The Works of Anna Laetitia Barbauld with a Memoir (in 2 vols.)

London: Longman, Hurst, Rees, Orme, Brown and Green, 1825.

A second generation Bluestocking's work, celebrated and released to the public posthumously by her historian niece

(Item #3982) The Works of Anna Laetitia Barbauld with a Memoir (in 2 vols.). Lucy Aikin.

The Works of Anna Laetitia Barbauld with a Memoir (in 2 vols.)

London: Longman, Hurst, Rees, Orme, Brown and Green, 1825. First edition. Contemporary half calf over marbled boards with morocco labels to spines. All edges speckled red. Armorial bookplates of Vane Londonderry to front pastedowns. Internally with some mild offsetting from frontis, else fresh and surprisingly without the foxing common to the period.

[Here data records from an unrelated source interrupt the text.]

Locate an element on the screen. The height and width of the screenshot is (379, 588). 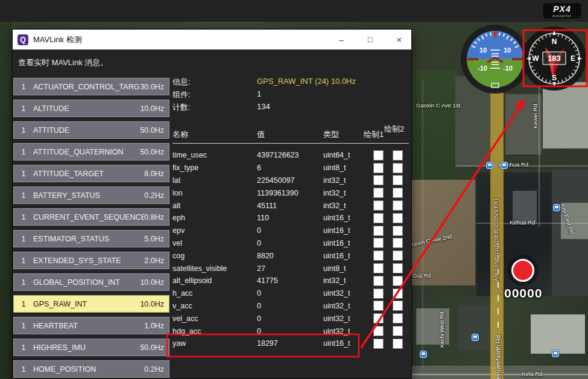
cardinal-w: W is located at coordinates (536, 59).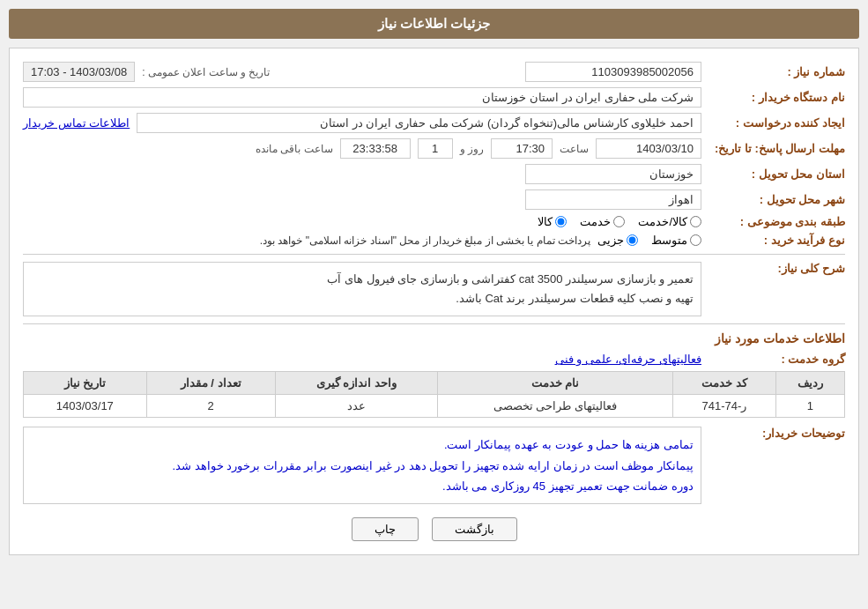 The width and height of the screenshot is (868, 609). What do you see at coordinates (362, 465) in the screenshot?
I see `buyer-notes-box: تمامی هزینه ها حمل و عودت به عهده پیمانک…` at bounding box center [362, 465].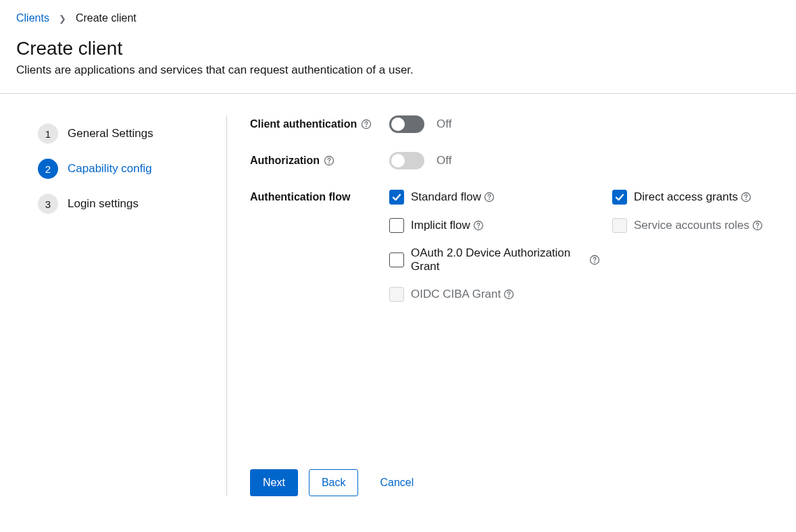 The image size is (796, 532). What do you see at coordinates (515, 245) in the screenshot?
I see `row-authentication-flow: Authentication flow Standard flow` at bounding box center [515, 245]. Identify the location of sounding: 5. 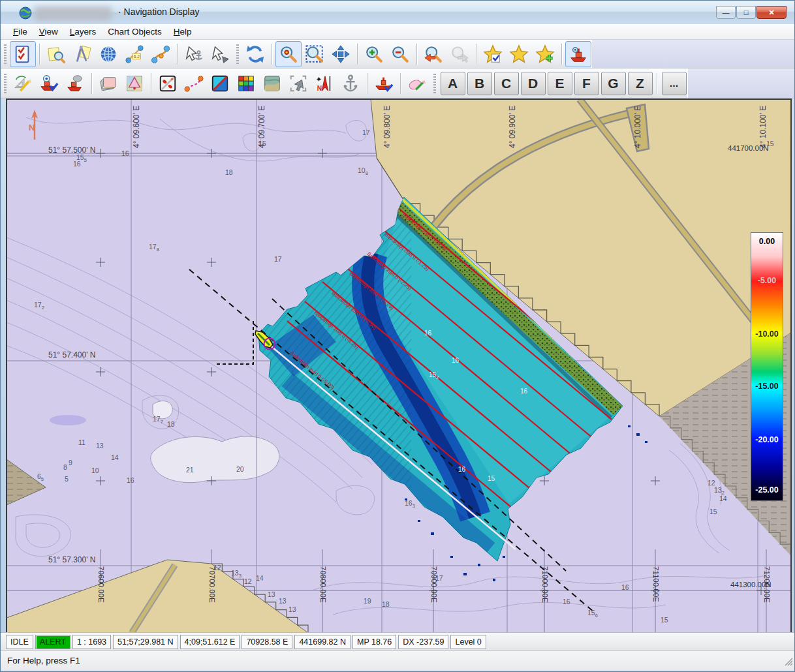
(67, 479).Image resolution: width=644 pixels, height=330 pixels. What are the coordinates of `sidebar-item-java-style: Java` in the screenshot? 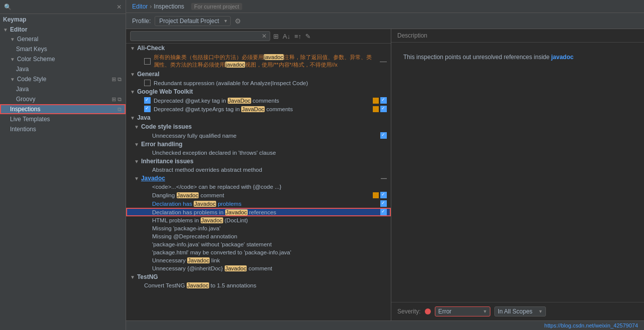 It's located at (63, 89).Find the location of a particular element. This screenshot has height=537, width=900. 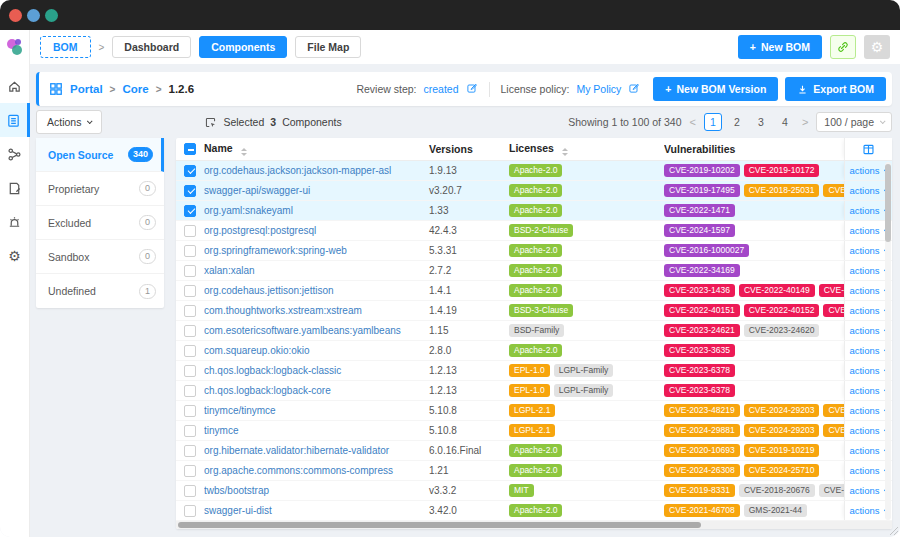

vulnerability-badge: CVE-2019-17495 is located at coordinates (702, 191).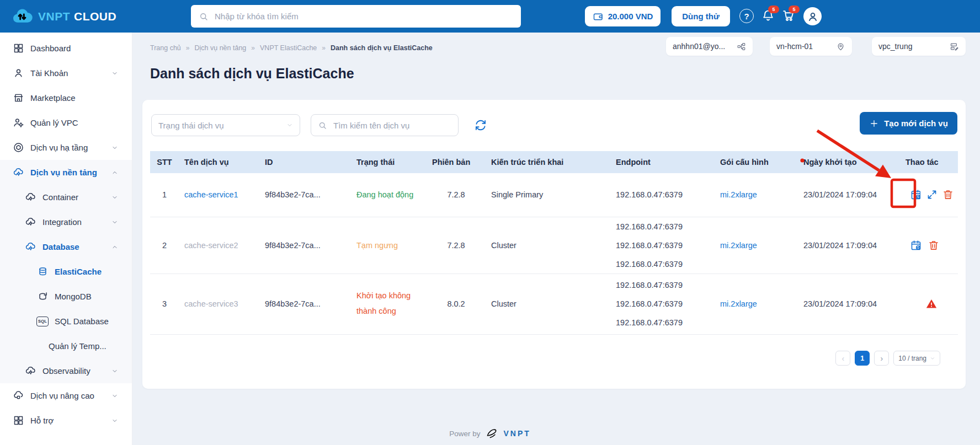 This screenshot has height=445, width=980. Describe the element at coordinates (492, 433) in the screenshot. I see `vnpt-logo-icon` at that location.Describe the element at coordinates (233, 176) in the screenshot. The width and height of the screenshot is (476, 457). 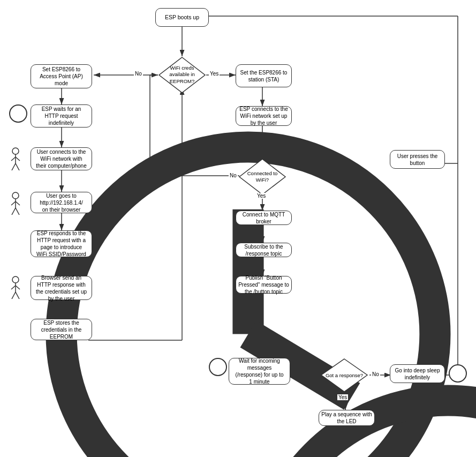
I see `connected-no-label: No` at that location.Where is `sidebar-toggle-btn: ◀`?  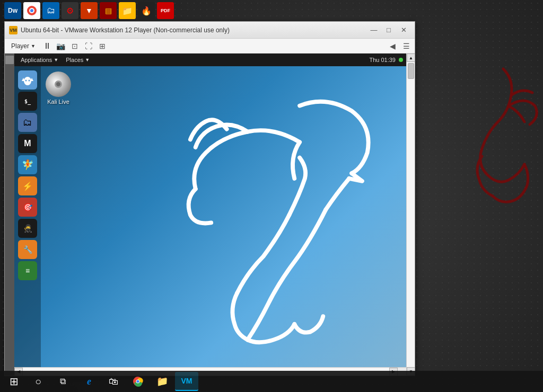 sidebar-toggle-btn: ◀ is located at coordinates (392, 46). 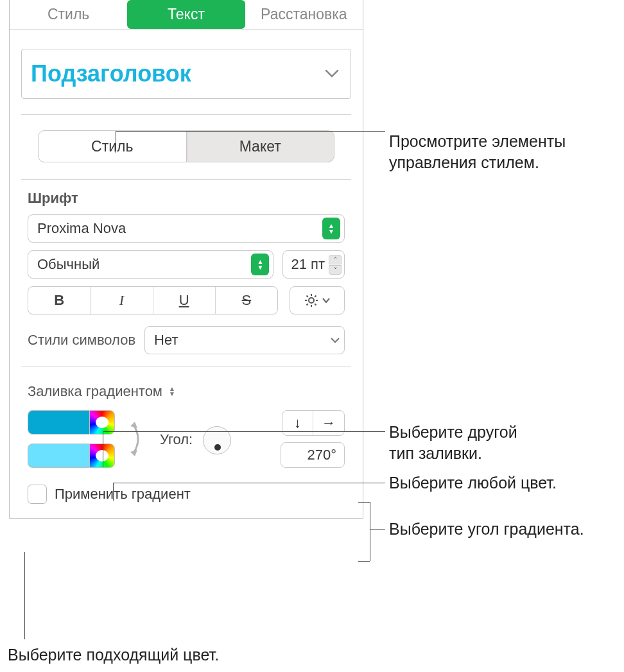 What do you see at coordinates (186, 388) in the screenshot?
I see `fill-type-select: Заливка градиентом ▲▼` at bounding box center [186, 388].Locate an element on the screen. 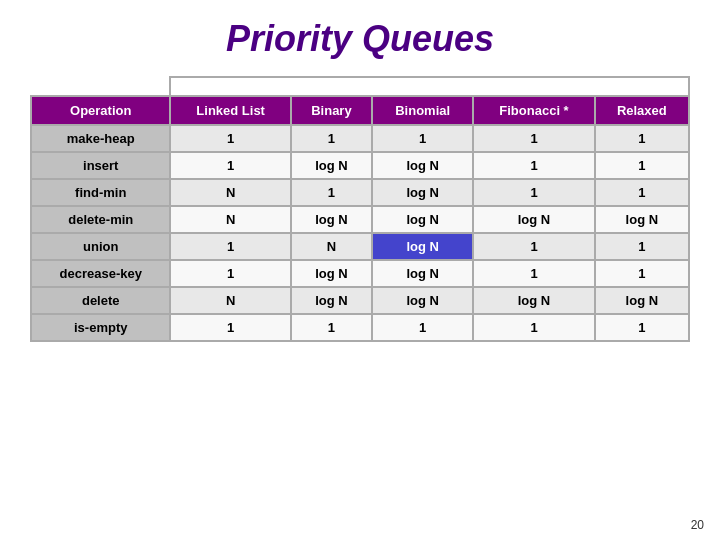 The image size is (720, 540). operation-cell: delete-min is located at coordinates (100, 220).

Collating lxxii, 344; vi, 470, [2, adverts]: complete, including half and full titles to both, frontis to Volume I, and adverts to rear of Volume II. A lovely set difficult to find in a collectible contemporary binding.

An influential teacher, essayist, and women's activist, Barbauld was one of the later generation members of the Bluestocking Circle which had included Maria Edgeworth and Hannah More.  The daughter of Presbyterian dissenters, she was trained early on in classical and modern languages, history, and literature; this access to education shaped her work as she pushed for the expansion of women's education. The present title was a celebration of her life and writing, edited and brought to the public by her niece, Lucy Aikin, herself a successful biographer and historian who focused on women. Following her aunt's death, Aikin dedicated herself to ensuring Barbauld's legacy was recorded and proclaimed, and she released a number of Barbauld's unpublished or incomplete works to the public. "Anna Laetitia Barbauld is a name long dear to the admirers of genius and the lovers of virtue...To claim for this distinguished woman the praise of purity and the elevation of mind may well appear superfluous. Her education and connections, the course of her life, the whole tenour of her writings bear abundant testimony to this part of her character. It is a higher, or at least rarer, commendation to add that no one ever better loved "a sister's praise"...She was acquainted with almost all the principal female writers of her time; and there was not one of the number whom she failed frequently to mention in terms of admiration, esteem, or affection." For Aikin, someone picking up the mantle of female empowerment, Barbauld offers a standard around which to rally. Narrating this woman's education by women, her close-knit female community, her commitment to expanding women's education, and her promotion of rather than rivalry with other female writers, Aikin nearly canonizes her relative. In the process, she urges the next generation to follow and improve upon Barbauld's example by taking her lessons to heart.
(Item #3982)

See all items by
The Works of Anna Laetitia Barbauld with a Memoir (in 2 vols.)
The Works of Anna Laetitia Barbauld with a Memoir (in 2 vols.)
The Works of Anna Laetitia Barbauld with a Memoir (in 2 vols.)
The Works of Anna Laetitia Barbauld with a Memoir (in 2 vols.)
The Works of Anna Laetitia Barbauld with a Memoir (in 2 vols.)
The Works of Anna Laetitia Barbauld with a Memoir (in 2 vols.)
The Works of Anna Laetitia Barbauld with a Memoir (in 2 vols.)
The Works of Anna Laetitia Barbauld with a Memoir (in 2 vols.)